Now the eyes came up, still hooded. “I will tell you something if you turn that damn thing off.”

The car salesman was indicating Keith’s phone on the table, where the field interview app had been utilized.

“Okay,” Keith said, and paused the recording.

“I went with her awhile. You know that. We used to make out. We were... it was prom. We, uh, wound up in the back seat. I’d had some beers. She hadn’t. We were parked out in the boonies. I got out and peed, and then we got in the back, like I said, and it was getting hot and heavy.”

“Okay.”

The eyes lowered again. “I had trouble.”

“What kind of trouble?”

The eyes came up. Not hooded. “Trouble.”

Oh.

“Couldn’t get it up, Frank?” Keith asked, deliberately needling him.
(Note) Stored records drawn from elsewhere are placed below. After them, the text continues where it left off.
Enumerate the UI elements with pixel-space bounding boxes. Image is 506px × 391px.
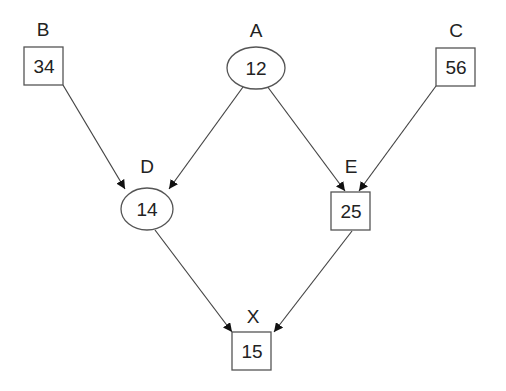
node-label: D <box>140 156 154 177</box>
node-label: A <box>250 20 263 41</box>
node-value: 34 <box>33 56 55 77</box>
node-label: X <box>247 306 260 327</box>
node-x: X 15 <box>232 306 271 370</box>
node-b: B 34 <box>24 19 63 85</box>
node-e: E 25 <box>331 156 370 230</box>
node-label: C <box>449 20 463 41</box>
edge-e-to-x <box>274 231 352 332</box>
node-value: 25 <box>340 201 361 222</box>
node-label: B <box>37 19 50 40</box>
edge-a-to-e <box>267 86 345 191</box>
edge-d-to-x <box>155 230 232 332</box>
node-value: 12 <box>245 58 266 79</box>
node-d: D 14 <box>121 156 173 230</box>
edge-a-to-d <box>169 87 243 189</box>
node-a: A 12 <box>227 20 285 89</box>
node-c: C 56 <box>436 20 475 86</box>
node-value: 15 <box>241 341 262 362</box>
node-value: 14 <box>136 199 158 220</box>
node-value: 56 <box>445 57 466 78</box>
node-label: E <box>345 156 358 177</box>
graph-canvas: B 34 A 12 C 56 D 14 E 25 X 15 <box>0 0 506 391</box>
edge-c-to-e <box>359 86 436 191</box>
edge-b-to-d <box>63 85 125 189</box>
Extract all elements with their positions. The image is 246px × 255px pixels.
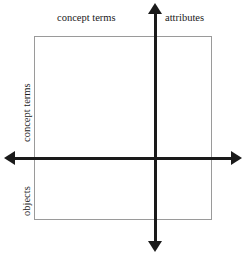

Frank sighed, looked away again. “Too much beer. Astrid, she... at first she, it was odd, but she took offense. I mean, let’s face it, she was a real nice-looking girl and I guess the idea somebody couldn’t... perform, she found insulting... Anyway, then she laughed at me. Made fun of me.”

“That must have hurt.”

“It did. I... I had some beers, remember? I lashed out at her.”

“Lashed out how?”

“I... I slapped her.” He was reddening with shame. “Keith, I swear I never hit a girl before, and never have since. That night when I went home? I went in the can and I threw up.”

“Well,” Keith said. “That’s understandable.”

“Yeah, right?”

“You’d had a lot of beer.”

Brittany, her arms folded, her brown eyes hard, her long blonde hair surrounding her face like a hundred angry spiders had spun it, had just told Krista much the same story. With the interview app again in pause.

“Frank was in college,” she said, “I was still at GHS. We started going together — to me, it was a big deal. He was one of the most popular seniors when I was a sophomore. Now I was a junior and... look, if I was to tell you Frank and I did it when I was just sixteen, could he get in trouble for statutory whatever? After all this time?”

“No,” Krista said.

“Anyway, I really loved him. To me he was everything. Understand, I still love him.” She leaned forward, whispered. “Maybe now he’s not so big a deal, but I love him.”